Over the past few months, the Central African Republic’s President Faustin-Archange Touadera has embarked on an intense campaign to amend the country’s constitution in order to allow him to run for a third term. On Dec. 28, 2022, those efforts paid off, as Touadera managed to secure a referendum on constitutional reform.
Yet success has not come easily, and Touadera still faces staunch political opposition as well as military challenges from armed groups. The international media, however, has largely focused on the role that Russia and Rwanda play in the country’s political standoff, as well as the response of CAR’s other partners in the international community. Support from external powers is important, but ultimately it will be local actors who determine whether Touadera’s gambit succeeds or fails.
From Civil War to Simmering Conflict
Touadera’s first term, which began in 2016 with his decisive victory in CAR’s presidential election that year, was full of promise, especially given the turbulent events the country had experienced in the years preceding it. In 2013, a predominantly Muslim alliance of armed groups from the north of the country called Seleka ousted former President Francois Bozize, who fled to Cameroon. In a bid to return to power, Bozize mobilized predominantly Christian and animist groups—collectively known as Anti-Balaka—against Seleka, as well as against Muslims in general. The French military intervened, and in 2014 the United Nations authorized a peacekeeping mission, MINUSCA, in the country. A subsequent U.N.-backed political transition culminated in elections, in which Touadera, who had served previously as prime minister, became the first democratically elected leader in the Central African Republic, or CAR, in more than a decade.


_WHAT TO PRODUCE_
Read the data, and whenever a line holds the word "your", report that line.
___ GIVEN DATA ___
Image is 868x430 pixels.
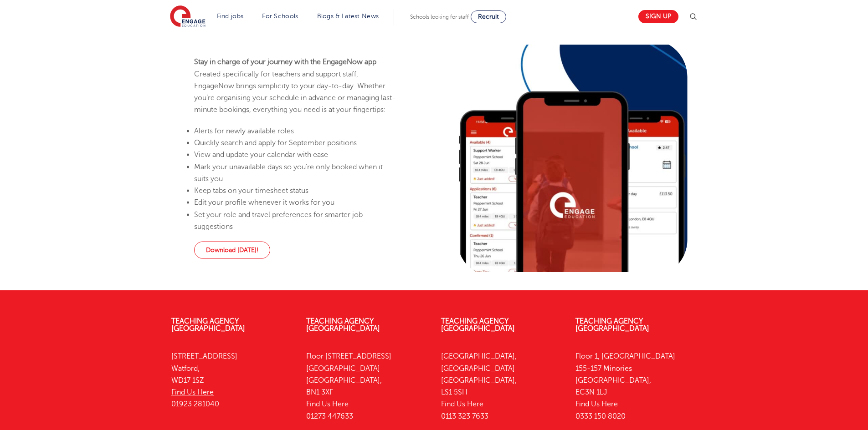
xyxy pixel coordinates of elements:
[441,317,515,333] a: Teaching Agency [GEOGRAPHIC_DATA]
[410,13,469,20] span: Schools looking for staff
[194,208,397,232] li: Set your role and travel preferences for smarter job suggestions
[170,5,206,28] img: Engage Education
[262,13,298,19] a: For Schools
[194,161,397,185] li: Mark your unavailable days so you’re only booked when it suits you
[306,317,380,333] a: Teaching Agency [GEOGRAPHIC_DATA]
[575,400,618,408] a: Find Us Here
[471,11,506,23] a: Recruit
[194,58,377,66] strong: Stay in charge of your journey with the EngageNow app
[306,350,428,422] p: Floor [STREET_ADDRESS] [GEOGRAPHIC_DATA] [GEOGRAPHIC_DATA], BN1 3XF 01273 447633
[194,197,397,208] li: Edit your profile whenever it works for you
[194,137,397,149] li: Quickly search and apply for September positions
[194,185,397,197] li: Keep tabs on your timesheet status
[306,400,348,408] a: Find Us Here
[194,125,397,136] li: Alerts for newly available roles
[171,317,245,333] a: Teaching Agency [GEOGRAPHIC_DATA]
[638,10,678,23] a: Sign up
[441,400,483,408] a: Find Us Here
[478,13,499,20] span: Recruit
[317,13,379,19] a: Blogs & Latest News
[441,350,562,422] p: [GEOGRAPHIC_DATA], [GEOGRAPHIC_DATA] [GEOGRAPHIC_DATA], LS1 5SH 0113 323 7633
[171,350,292,410] p: [STREET_ADDRESS] Watford, WD17 1SZ 01923 281040
[575,317,649,333] a: Teaching Agency [GEOGRAPHIC_DATA]
[217,13,244,19] a: Find jobs
[194,242,270,259] a: Download [DATE]!
[194,56,397,116] p: Created specifically for teachers and support staff, EngageNow brings simplicity to your day-to-d...
[171,388,214,397] a: Find Us Here
[194,149,397,161] li: View and update your calendar with ease
[575,350,696,422] p: Floor 1, [GEOGRAPHIC_DATA] 155-157 Minories [GEOGRAPHIC_DATA], EC3N 1LJ 0333 150 8020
___
_RESPONSE TO THE TASK_
[194,208,397,232] li: Set your role and travel preferences for smarter job suggestions
[194,161,397,185] li: Mark your unavailable days so you’re only booked when it suits you
[194,58,377,66] strong: Stay in charge of your journey with the EngageNow app
[194,197,397,208] li: Edit your profile whenever it works for you
[194,185,397,197] li: Keep tabs on your timesheet status
[194,56,397,116] p: Created specifically for teachers and support staff, EngageNow brings simplicity to your day-to-d...
[194,149,397,161] li: View and update your calendar with ease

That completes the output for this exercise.